The Dr. Peták Sanatorium, completed in 2001, offers comprehensive spa care: balneotherapy, accommodation, and dining.
Operations soon showed that the balneological section could satisfy a greater number of spa guests than the original accommodation part of the sanatorium was designed for. The task was therefore to increase the bed capacity by an additional 18 beds, create a more diverse offer of hotel room standards, and expand the administrative background.
Because the
original building forms a closed compositional unit, the increased capacity was realized in a separate extension that does not compete with the original building. The extension was chosen in the form of a standalone pavilion placed in the garden and functionally connected to the main building by a light connecting corridor. The extension represents a kind of greenhouse or winter garden positioned on one of the terraces created in the garden.
Spa guests have particularly enjoyed the hotel rooms with private loggias during long-term stays, which have gradually been glazed to allow for year-round use. Therefore, the design of the extension was conceived from the outset with the poetics of a seasonal construction that allows easy connection between the exterior and interior. Five rooms and four apartments are designed to be divisible into separate parts. The entrance area and sanitary facilities are of the same standard as in the original building, with the bed section being separable from the living area by sliding glass walls.
The living area becomes a loggia when the glazed façade of the building is pushed back and folded to the recess. Thus, the entire building can be transformed into a kind of veranda. The seasonal character is also emphasized by outdoor roller blinds made of raw canvas.
The autonomy of the pavilion in the overall composition is reflected in its structural solution as well as in the choice of materials and white color. Compared to the strongly horizontal composition of the original building, the extension is almost completely defined by a vertical grid of folding window elements. Structurally, it consists of a brick system with monolithic ceilings. The connecting bridge is derived from the steel skeleton of the original building and lightly touches the mass of the extension. By gradually expanding towards the restaurant, the communication element becomes a social space, a kind of extended lobby. The gently rising ceiling then subtly connects the different structural heights of the extension and the ground floor of the sanatorium.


* **What is being asked**
From the first line to the last, reproduce the material exactly.

* **Records supplied**
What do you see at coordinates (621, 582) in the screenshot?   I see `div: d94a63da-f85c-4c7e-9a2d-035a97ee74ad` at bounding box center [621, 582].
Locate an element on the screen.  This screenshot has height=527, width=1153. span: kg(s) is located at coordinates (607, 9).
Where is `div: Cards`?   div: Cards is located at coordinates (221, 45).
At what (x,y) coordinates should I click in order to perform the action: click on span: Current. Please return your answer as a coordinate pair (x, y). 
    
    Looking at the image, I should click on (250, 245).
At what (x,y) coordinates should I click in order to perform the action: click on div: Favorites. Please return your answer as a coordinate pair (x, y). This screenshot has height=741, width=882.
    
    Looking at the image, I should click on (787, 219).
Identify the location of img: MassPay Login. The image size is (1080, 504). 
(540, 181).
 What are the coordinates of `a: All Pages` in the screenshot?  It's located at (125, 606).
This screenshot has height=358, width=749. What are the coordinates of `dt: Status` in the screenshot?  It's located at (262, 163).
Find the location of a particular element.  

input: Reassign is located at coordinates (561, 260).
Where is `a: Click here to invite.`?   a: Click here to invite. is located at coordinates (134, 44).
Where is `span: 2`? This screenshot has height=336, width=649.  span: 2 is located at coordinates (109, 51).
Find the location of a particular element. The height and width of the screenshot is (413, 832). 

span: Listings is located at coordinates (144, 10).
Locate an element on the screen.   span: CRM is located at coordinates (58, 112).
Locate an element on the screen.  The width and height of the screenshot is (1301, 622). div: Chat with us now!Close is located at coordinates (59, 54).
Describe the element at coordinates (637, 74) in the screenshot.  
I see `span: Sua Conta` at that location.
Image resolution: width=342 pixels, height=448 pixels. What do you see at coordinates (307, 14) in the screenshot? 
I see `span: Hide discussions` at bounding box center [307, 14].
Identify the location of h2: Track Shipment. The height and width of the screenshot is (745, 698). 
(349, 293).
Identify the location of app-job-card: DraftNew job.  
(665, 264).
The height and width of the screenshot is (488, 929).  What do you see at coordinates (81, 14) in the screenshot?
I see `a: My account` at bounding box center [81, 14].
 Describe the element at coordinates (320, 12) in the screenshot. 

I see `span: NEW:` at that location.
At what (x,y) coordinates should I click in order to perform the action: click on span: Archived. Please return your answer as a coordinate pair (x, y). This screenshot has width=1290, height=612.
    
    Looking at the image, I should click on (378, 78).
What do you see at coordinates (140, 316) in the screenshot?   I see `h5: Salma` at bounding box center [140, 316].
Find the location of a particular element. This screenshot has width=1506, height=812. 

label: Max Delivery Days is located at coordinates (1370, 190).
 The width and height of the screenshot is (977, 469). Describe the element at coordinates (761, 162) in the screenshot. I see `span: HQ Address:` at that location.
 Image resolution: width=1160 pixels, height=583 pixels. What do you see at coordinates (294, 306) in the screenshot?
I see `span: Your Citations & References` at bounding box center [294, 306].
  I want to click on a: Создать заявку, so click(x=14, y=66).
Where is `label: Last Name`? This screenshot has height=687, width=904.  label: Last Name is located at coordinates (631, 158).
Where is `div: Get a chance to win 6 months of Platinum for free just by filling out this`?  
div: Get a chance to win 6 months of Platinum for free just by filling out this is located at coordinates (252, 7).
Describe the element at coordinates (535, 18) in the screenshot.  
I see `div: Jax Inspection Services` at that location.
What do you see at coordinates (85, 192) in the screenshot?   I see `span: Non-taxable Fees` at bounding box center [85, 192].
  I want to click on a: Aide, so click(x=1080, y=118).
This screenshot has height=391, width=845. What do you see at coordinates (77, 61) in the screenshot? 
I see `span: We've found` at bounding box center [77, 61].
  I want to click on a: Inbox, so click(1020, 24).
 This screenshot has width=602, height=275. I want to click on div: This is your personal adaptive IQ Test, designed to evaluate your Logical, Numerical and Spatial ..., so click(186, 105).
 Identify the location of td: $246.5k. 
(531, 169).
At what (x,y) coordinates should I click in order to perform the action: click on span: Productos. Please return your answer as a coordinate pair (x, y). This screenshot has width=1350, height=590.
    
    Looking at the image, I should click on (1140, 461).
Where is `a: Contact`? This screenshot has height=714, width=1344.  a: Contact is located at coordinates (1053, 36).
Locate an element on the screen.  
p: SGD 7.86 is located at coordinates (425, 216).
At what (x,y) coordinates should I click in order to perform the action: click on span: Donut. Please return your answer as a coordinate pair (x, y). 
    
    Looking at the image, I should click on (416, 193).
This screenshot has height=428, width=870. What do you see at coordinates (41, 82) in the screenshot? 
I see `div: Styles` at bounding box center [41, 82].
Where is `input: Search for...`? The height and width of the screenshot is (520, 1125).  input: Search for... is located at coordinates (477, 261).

* **The answer**
What do you see at coordinates (621, 582) in the screenshot?   I see `div: d94a63da-f85c-4c7e-9a2d-035a97ee74ad` at bounding box center [621, 582].
Locate an element on the screen.  This screenshot has height=527, width=1153. span: kg(s) is located at coordinates (607, 9).
Where is `div: Cards`?   div: Cards is located at coordinates (221, 45).
At what (x,y) coordinates should I click in order to perform the action: click on span: Current. Please return your answer as a coordinate pair (x, y). 
    
    Looking at the image, I should click on (250, 245).
At what (x,y) coordinates should I click in order to perform the action: click on div: Favorites. Please return your answer as a coordinate pair (x, y). This screenshot has height=741, width=882.
    
    Looking at the image, I should click on (787, 219).
Identify the location of img: MassPay Login. The image size is (1080, 504). 
(540, 181).
 What are the coordinates of `a: All Pages` in the screenshot?  It's located at (125, 606).
This screenshot has height=358, width=749. What are the coordinates of `dt: Status` in the screenshot?  It's located at (262, 163).
Find the location of a particular element.  

input: Reassign is located at coordinates (561, 260).
Where is `a: Click here to invite.`?   a: Click here to invite. is located at coordinates (134, 44).
Where is `span: 2`? This screenshot has height=336, width=649.  span: 2 is located at coordinates (109, 51).
Find the location of a particular element. The height and width of the screenshot is (413, 832). 

span: Listings is located at coordinates (144, 10).
Locate an element on the screen.   span: CRM is located at coordinates (58, 112).
Locate an element on the screen.  The width and height of the screenshot is (1301, 622). div: Chat with us now!Close is located at coordinates (59, 54).
Describe the element at coordinates (637, 74) in the screenshot.  
I see `span: Sua Conta` at that location.
Image resolution: width=342 pixels, height=448 pixels. What do you see at coordinates (307, 14) in the screenshot? 
I see `span: Hide discussions` at bounding box center [307, 14].
Identify the location of h2: Track Shipment. The height and width of the screenshot is (745, 698). 
(349, 293).
Identify the location of app-job-card: DraftNew job.  
(665, 264).
The height and width of the screenshot is (488, 929).  What do you see at coordinates (81, 14) in the screenshot?
I see `a: My account` at bounding box center [81, 14].
 Describe the element at coordinates (320, 12) in the screenshot. 

I see `span: NEW:` at that location.
At what (x,y) coordinates should I click in order to perform the action: click on span: Archived. Please return your answer as a coordinate pair (x, y). This screenshot has width=1290, height=612.
    
    Looking at the image, I should click on (378, 78).
What do you see at coordinates (140, 316) in the screenshot?   I see `h5: Salma` at bounding box center [140, 316].
Find the location of a particular element. This screenshot has width=1506, height=812. 

label: Max Delivery Days is located at coordinates (1370, 190).
 The width and height of the screenshot is (977, 469). Describe the element at coordinates (761, 162) in the screenshot. I see `span: HQ Address:` at that location.
 Image resolution: width=1160 pixels, height=583 pixels. What do you see at coordinates (294, 306) in the screenshot?
I see `span: Your Citations & References` at bounding box center [294, 306].
  I want to click on a: Создать заявку, so click(x=14, y=66).
Where is `label: Last Name`? This screenshot has height=687, width=904.  label: Last Name is located at coordinates (631, 158).
Where is `div: Get a chance to win 6 months of Platinum for free just by filling out this`?  
div: Get a chance to win 6 months of Platinum for free just by filling out this is located at coordinates (252, 7).
Describe the element at coordinates (535, 18) in the screenshot.  
I see `div: Jax Inspection Services` at that location.
What do you see at coordinates (85, 192) in the screenshot?   I see `span: Non-taxable Fees` at bounding box center [85, 192].
  I want to click on a: Aide, so click(x=1080, y=118).
This screenshot has height=391, width=845. What do you see at coordinates (77, 61) in the screenshot? 
I see `span: We've found` at bounding box center [77, 61].
  I want to click on a: Inbox, so click(1020, 24).
 This screenshot has width=602, height=275. I want to click on div: This is your personal adaptive IQ Test, designed to evaluate your Logical, Numerical and Spatial ..., so click(186, 105).
 Identify the location of td: $246.5k. 
(531, 169).
At what (x,y) coordinates should I click in order to perform the action: click on span: Productos. Please return your answer as a coordinate pair (x, y). This screenshot has width=1350, height=590.
    
    Looking at the image, I should click on (1140, 461).
Where is `a: Contact`? This screenshot has height=714, width=1344.  a: Contact is located at coordinates (1053, 36).
Locate an element on the screen.  
p: SGD 7.86 is located at coordinates (425, 216).
At what (x,y) coordinates should I click in order to perform the action: click on span: Donut. Please return your answer as a coordinate pair (x, y). 
    
    Looking at the image, I should click on (416, 193).
This screenshot has height=428, width=870. What do you see at coordinates (41, 82) in the screenshot? 
I see `div: Styles` at bounding box center [41, 82].
Where is `input: Search for...`? The height and width of the screenshot is (520, 1125).  input: Search for... is located at coordinates (477, 261).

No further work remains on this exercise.